Maybe instead of offering twenty five million in the hope that some disgruntled Iraqi will fink on Saddam, we should spend a few bucks doing some serious detective work with the clues he presents to us.

If we can figure out how tapes get from a fugitive Saddam Hussein to the Al Jazeera studios, maybe we’ll be able to figure out what he did with those elusive weapons of mass destruction.


Thursday, September 04, 2003
 
THE CONTINUING JONATHAN POLLARD SAGA

John Kass is a columnist for the Chicago Tribune who, for the most part, writes about local politics.

The hallmark of his writing style is to attach derogatory nicknames to the politicians and political insiders. The mayor of Chicago for example is "little big man" and one of the city government departments is "the department of Tony."

Occasionally, Kass moves out beyond his usual beat and takes on subjects of a broader and more complicated nature.

Today was one of those occasions, a column titled Pollard has no business seeing spy file, daylight

I have no special expertise on the Pollard case but I know enough about it to want to offer some comment on the Kass column, so I wrote a letter to the Tribune "voice of the people" feature as follows:

It's kind of surprising that John Kass, who exhibits little faith in the veracity of local governmental officials, accepts completely the federal story line about why Jonathan Pollard should never be let out of prison.

No one has ever been given a life sentence for passing classified information to an ally, and while there is no question that he was guilty of that offense, Pollard is serving a life sentence because of allegations of treasonous acts for which he was never indicted or tried, based on the infamous secret report submitted to the sentencing judge by former secretary of defense Casper Weinberger.

It has been suggested that a full blown trial might have been more damaging to Mr. Weinberger than to Pollard.

There may or may not be any truth to that allegation, and there's a lot of discussion about it, pro and con, to be found on the Internet. But we do know that this wasn't the first time Weinberger was involved in a trial that might have revealed all kinds of embarrassing information but never took place. He managed to avoid his own trial for conspiracy and lying to congress and the American public, courtesy of a pardon from President Bush the elder.

Now Pollard wants access to the Weinberger report so that he can have the chance to defend himself against the accusations it contains, for which he has never been tried or officially charged but for which he is serving a life sentence.
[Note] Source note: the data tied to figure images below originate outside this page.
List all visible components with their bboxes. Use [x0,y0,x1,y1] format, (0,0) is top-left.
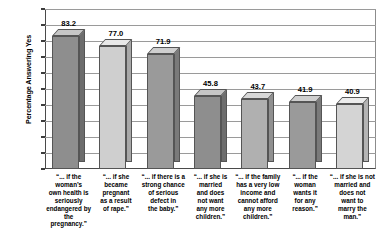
y-axis-tick-mark [41,120,45,121]
bar-value-label: 77.0 [91,29,140,38]
bar-front-face [52,36,79,169]
gridline [45,57,376,58]
x-axis-category-label: “... if shebecamepregnantas a resultof r… [92,173,139,213]
plot-area: 100908070605040302010083.277.071.945.843… [45,9,376,169]
x-axis-category-labels: “... if thewoman’sown health isseriously… [45,173,376,239]
bar [147,47,174,169]
bar [52,29,79,169]
y-axis-title: Percentage Answering Yes [24,5,33,155]
bar-side-face [79,29,85,162]
x-axis-category-label: “... if thewoman’sown health isseriously… [45,173,92,228]
x-axis-category-label: “... if there is astrong chanceof seriou… [140,173,187,213]
bar [289,95,316,169]
bar-front-face [289,102,316,169]
bar-side-face [363,97,369,162]
gridline [45,25,376,26]
bar-side-face [221,89,227,162]
gridline [45,73,376,74]
bar-side-face [268,92,274,162]
gridline [45,41,376,42]
y-axis-tick-mark [41,136,45,137]
bar-value-label: 45.8 [186,79,235,88]
bar-front-face [241,99,268,169]
y-axis-tick-mark [41,72,45,73]
x-axis-category-label: “... if the familyhas a very lowincome a… [234,173,281,220]
bar-side-face [316,95,322,162]
bar [99,39,126,169]
gridline [45,9,376,10]
x-axis-category-label: “... if she is notmarried anddoes notwan… [329,173,376,220]
bar-front-face [336,104,363,169]
bar-value-label: 71.9 [139,37,188,46]
x-axis-category-label: “... if she ismarriedand doesnot wantany… [187,173,234,220]
bar-value-label: 43.7 [233,82,282,91]
bar-top-face [289,95,322,102]
y-axis-tick-mark [41,40,45,41]
bar-value-label: 83.2 [44,19,93,28]
bar-value-label: 40.9 [328,87,377,96]
bar-side-face [174,47,180,162]
x-axis-category-label: “... if thewomanwants itfor anyreason.” [281,173,328,213]
bar-value-label: 41.9 [281,85,330,94]
bar [194,89,221,169]
y-axis-tick-mark [41,8,45,9]
y-axis-tick-mark [41,88,45,89]
bar-front-face [147,54,174,169]
bar-front-face [99,46,126,169]
y-axis-tick-mark [41,104,45,105]
y-axis-tick-mark [41,152,45,153]
y-axis-tick-mark [41,168,45,169]
bar [336,97,363,169]
bar-side-face [126,39,132,162]
bar-chart: Percentage Answering Yes 100908070605040… [0,0,379,239]
bar-top-face [336,97,369,104]
y-axis-tick-mark [41,56,45,57]
bar-front-face [194,96,221,169]
bar [241,92,268,169]
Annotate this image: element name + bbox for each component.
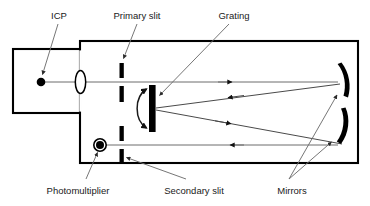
label-icp: ICP bbox=[51, 10, 67, 21]
label-mirrors: Mirrors bbox=[277, 185, 307, 196]
label-secondary-slit: Secondary slit bbox=[164, 185, 224, 196]
label-primary-slit: Primary slit bbox=[114, 10, 161, 21]
lens bbox=[75, 71, 85, 94]
secondary-slit-bar-upper bbox=[120, 126, 124, 141]
label-photomultiplier: Photomultiplier bbox=[47, 185, 110, 196]
spectrometer-diagram: ICP Primary slit Grating Photomultiplier… bbox=[0, 0, 370, 206]
label-grating: Grating bbox=[218, 10, 249, 21]
grating-bar bbox=[149, 85, 156, 132]
primary-slit-bar-upper bbox=[120, 63, 124, 78]
diagram-canvas: ICP Primary slit Grating Photomultiplier… bbox=[0, 0, 370, 206]
primary-slit-bar-lower bbox=[120, 86, 124, 102]
secondary-slit-bar-lower bbox=[120, 149, 124, 163]
icp-source bbox=[37, 78, 46, 87]
photomultiplier-cathode bbox=[96, 141, 104, 149]
photomultiplier bbox=[94, 139, 106, 151]
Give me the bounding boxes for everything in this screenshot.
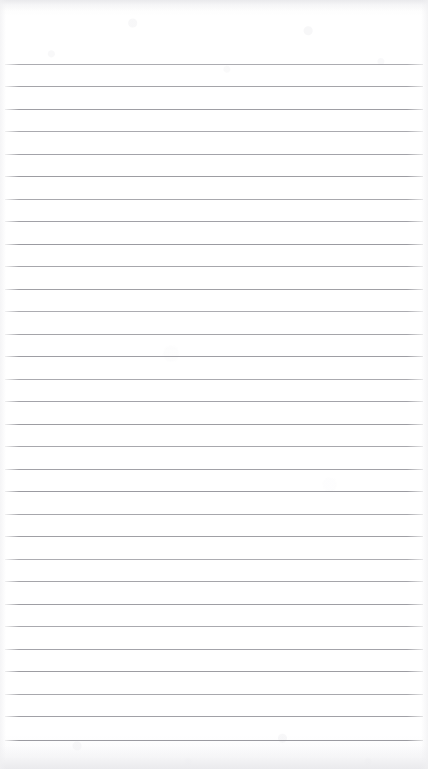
rule-line <box>5 694 423 695</box>
rule-line <box>5 559 423 560</box>
rule-line <box>5 424 423 425</box>
rule-line <box>5 244 423 245</box>
scanned-page <box>0 0 428 769</box>
rule-line <box>5 649 423 650</box>
ruled-writing-area[interactable] <box>0 0 428 769</box>
rule-line <box>5 491 423 492</box>
rule-line <box>5 716 423 717</box>
rule-line <box>5 64 423 65</box>
rule-line <box>5 334 423 335</box>
rule-line <box>5 446 423 447</box>
rule-line <box>5 379 423 380</box>
rule-line <box>5 740 423 741</box>
rule-line <box>5 154 423 155</box>
rule-line <box>5 626 423 627</box>
rule-line <box>5 289 423 290</box>
rule-line <box>5 671 423 672</box>
rule-line <box>5 469 423 470</box>
rule-line <box>5 604 423 605</box>
rule-line <box>5 514 423 515</box>
rule-line <box>5 356 423 357</box>
rule-line <box>5 199 423 200</box>
rule-line <box>5 109 423 110</box>
rule-line <box>5 86 423 87</box>
rule-line <box>5 131 423 132</box>
rule-line <box>5 311 423 312</box>
rule-line <box>5 581 423 582</box>
rule-line <box>5 401 423 402</box>
rule-line <box>5 221 423 222</box>
rule-line <box>5 266 423 267</box>
rule-line <box>5 536 423 537</box>
rule-line <box>5 176 423 177</box>
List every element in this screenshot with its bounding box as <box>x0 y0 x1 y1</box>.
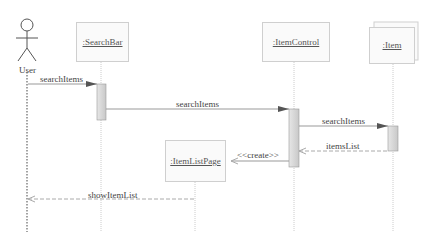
message-label: showItemList <box>88 190 138 200</box>
actor-label: User <box>19 65 36 75</box>
lifeline-label: :ItemControl <box>263 37 329 47</box>
lifeline-searchbar-box[interactable]: :SearchBar <box>76 22 129 62</box>
item-activation <box>388 126 398 151</box>
itemcontrol-activation <box>289 109 299 167</box>
actor-user-icon <box>16 19 38 61</box>
message-label: searchItems <box>322 116 365 126</box>
lifeline-itemlistpage-box[interactable]: :ItemListPage <box>165 140 226 182</box>
searchbar-activation <box>97 84 106 120</box>
sequence-diagram-canvas <box>0 0 432 242</box>
message-label: searchItems <box>176 99 219 109</box>
lifeline-label: :SearchBar <box>77 37 128 47</box>
lifeline-item-box[interactable]: :Item <box>369 27 415 64</box>
lifeline-label: :Item <box>370 40 414 50</box>
lifeline-label: :ItemListPage <box>166 156 225 166</box>
message-label: searchItems <box>40 74 83 84</box>
lifeline-itemcontrol-box[interactable]: :ItemControl <box>262 22 330 62</box>
message-label: itemsList <box>326 141 360 151</box>
message-label: <<create>> <box>237 150 279 160</box>
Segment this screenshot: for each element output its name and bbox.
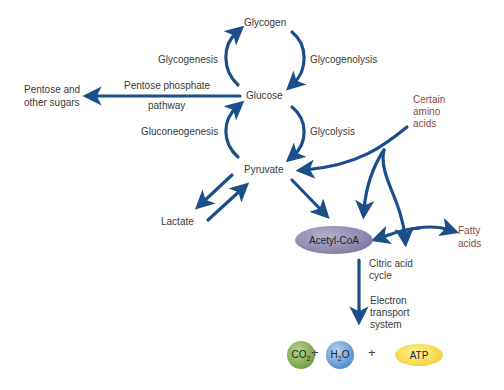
gluconeogenesis-arrow	[226, 107, 238, 157]
glycogenesis-label: Glycogenesis	[158, 54, 218, 66]
pentose-sugars-label-line1: Pentose and	[24, 84, 80, 96]
amino-acids-label-line2: amino	[413, 106, 440, 118]
citric-acid-cycle-label-line2: cycle	[369, 270, 392, 282]
lactate-label: Lactate	[161, 216, 194, 228]
h2o-label: H2O	[331, 349, 350, 362]
pentose-sugars-label-line2: other sugars	[24, 97, 80, 109]
plus-sign: +	[311, 345, 319, 360]
glycogenolysis-label: Glycogenolysis	[310, 54, 377, 66]
glycogen-label: Glycogen	[244, 17, 286, 29]
h2o-node: H2O	[326, 341, 354, 369]
glycogenesis-arrow	[226, 32, 238, 85]
atp-label: ATP	[410, 350, 429, 361]
glucose-label: Glucose	[246, 90, 283, 102]
electron-transport-label-line3: system	[370, 319, 402, 331]
pyruvate-to-acetyl-arrow	[292, 180, 323, 212]
glycogenolysis-arrow	[292, 32, 304, 84]
pathway-arrows	[0, 0, 504, 390]
fatty-acids-label-line1: Fatty	[458, 225, 480, 237]
pyruvate-label: Pyruvate	[244, 164, 283, 176]
amino-to-citric-arrow	[383, 150, 405, 238]
amino-to-acetyl-arrow	[364, 150, 384, 210]
pentose-pathway-label-line2: pathway	[148, 100, 185, 112]
glycolysis-arrow	[292, 107, 304, 156]
acetyl-coa-label: Acetyl-CoA	[309, 235, 359, 246]
amino-acids-label-line1: Certain	[413, 94, 445, 106]
co2-label: CO2	[292, 349, 311, 362]
pentose-pathway-label-line1: Pentose phosphate	[124, 80, 210, 92]
pyruvate-to-lactate-arrow	[202, 175, 232, 203]
atp-node: ATP	[395, 344, 443, 366]
electron-transport-label-line1: Electron	[370, 295, 407, 307]
electron-transport-label-line2: transport	[370, 307, 409, 319]
acetyl-coa-node: Acetyl-CoA	[295, 226, 373, 254]
fatty-acids-label-line2: acids	[458, 238, 481, 250]
gluconeogenesis-label: Gluconeogenesis	[141, 126, 218, 138]
amino-acids-label-line3: acids	[413, 118, 436, 130]
citric-acid-cycle-label-line1: Citric acid	[369, 258, 413, 270]
plus-sign: +	[368, 345, 376, 360]
glycolysis-label: Glycolysis	[310, 126, 355, 138]
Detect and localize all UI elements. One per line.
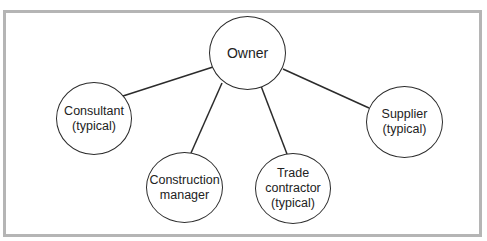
node-label: Owner xyxy=(227,46,268,61)
node-label: (typical) xyxy=(72,119,116,134)
edge-owner-supplier xyxy=(283,69,369,108)
node-trade-contractor: Trade contractor (typical) xyxy=(255,153,331,224)
node-label: Trade xyxy=(277,166,309,181)
edge-owner-construction-manager xyxy=(191,83,222,153)
node-supplier: Supplier (typical) xyxy=(366,86,443,158)
node-label: (typical) xyxy=(383,122,427,137)
node-owner: Owner xyxy=(209,16,286,90)
node-label: manager xyxy=(160,188,209,203)
edge-owner-trade-contractor xyxy=(261,86,287,154)
node-label: Consultant xyxy=(64,104,124,119)
node-label: Construction xyxy=(149,173,219,188)
node-consultant: Consultant (typical) xyxy=(56,82,132,155)
node-label: Supplier xyxy=(382,107,428,122)
node-construction-manager: Construction manager xyxy=(146,152,223,223)
node-label: (typical) xyxy=(271,196,315,211)
node-label: contractor xyxy=(265,181,321,196)
edge-owner-consultant xyxy=(123,67,213,96)
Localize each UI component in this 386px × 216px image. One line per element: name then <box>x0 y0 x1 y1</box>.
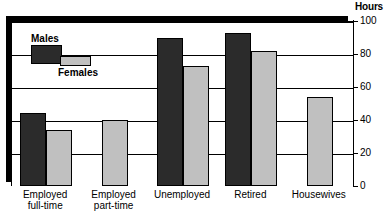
x-axis-label-3: Unemployed <box>148 189 216 200</box>
bar-males-4 <box>225 33 251 186</box>
bar-females-1 <box>46 130 72 186</box>
y-tick-80 <box>353 54 358 55</box>
y-tick-label-60: 60 <box>360 82 371 92</box>
y-tick-100 <box>353 21 358 22</box>
y-tick-60 <box>353 87 358 88</box>
y-tick-label-40: 40 <box>360 115 371 125</box>
y-axis-title: Hours <box>355 1 383 12</box>
y-tick-20 <box>353 153 358 154</box>
bar-females-5 <box>307 97 333 186</box>
bar-males-3 <box>157 38 183 187</box>
y-tick-40 <box>353 120 358 121</box>
bar-males-1 <box>20 113 46 186</box>
bar-females-2 <box>102 120 128 186</box>
x-axis-label-1: Employed full-time <box>11 189 79 211</box>
x-axis-label-2: Employed part-time <box>79 189 147 211</box>
x-axis-label-4: Retired <box>216 189 284 200</box>
y-tick-label-100: 100 <box>360 16 377 26</box>
bar-chart: Hours 020406080100 Employed full-timeEmp… <box>0 0 386 216</box>
bar-females-3 <box>183 66 209 186</box>
bar-females-4 <box>251 51 277 186</box>
y-tick-0 <box>353 186 358 187</box>
y-axis-line <box>353 20 354 187</box>
y-tick-label-20: 20 <box>360 148 371 158</box>
y-tick-label-0: 0 <box>360 181 366 191</box>
y-tick-label-80: 80 <box>360 49 371 59</box>
gridline-100 <box>12 22 353 23</box>
plot-area <box>11 21 353 186</box>
x-axis-label-5: Housewives <box>285 189 353 200</box>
Sounds fair to me. Sounds like the American way. But he's being told that revealing that information would create a security risk and that seems O.K. with Kass.

Jailed for life because of accusations. Secret accusations. No opportunity to challenge them or to challenge your accusers.

What country does that sound like to you Mr. Kass?


I doubt that the Tribune will publish my letter, but at least my small (but hopefully growing ) audience can read it here.

If you’re interested in the pro and con view on the Pollard case that can be found on the Internet, go to Google and type in Jonathan Pollard. You’ll get over 100,000 hits.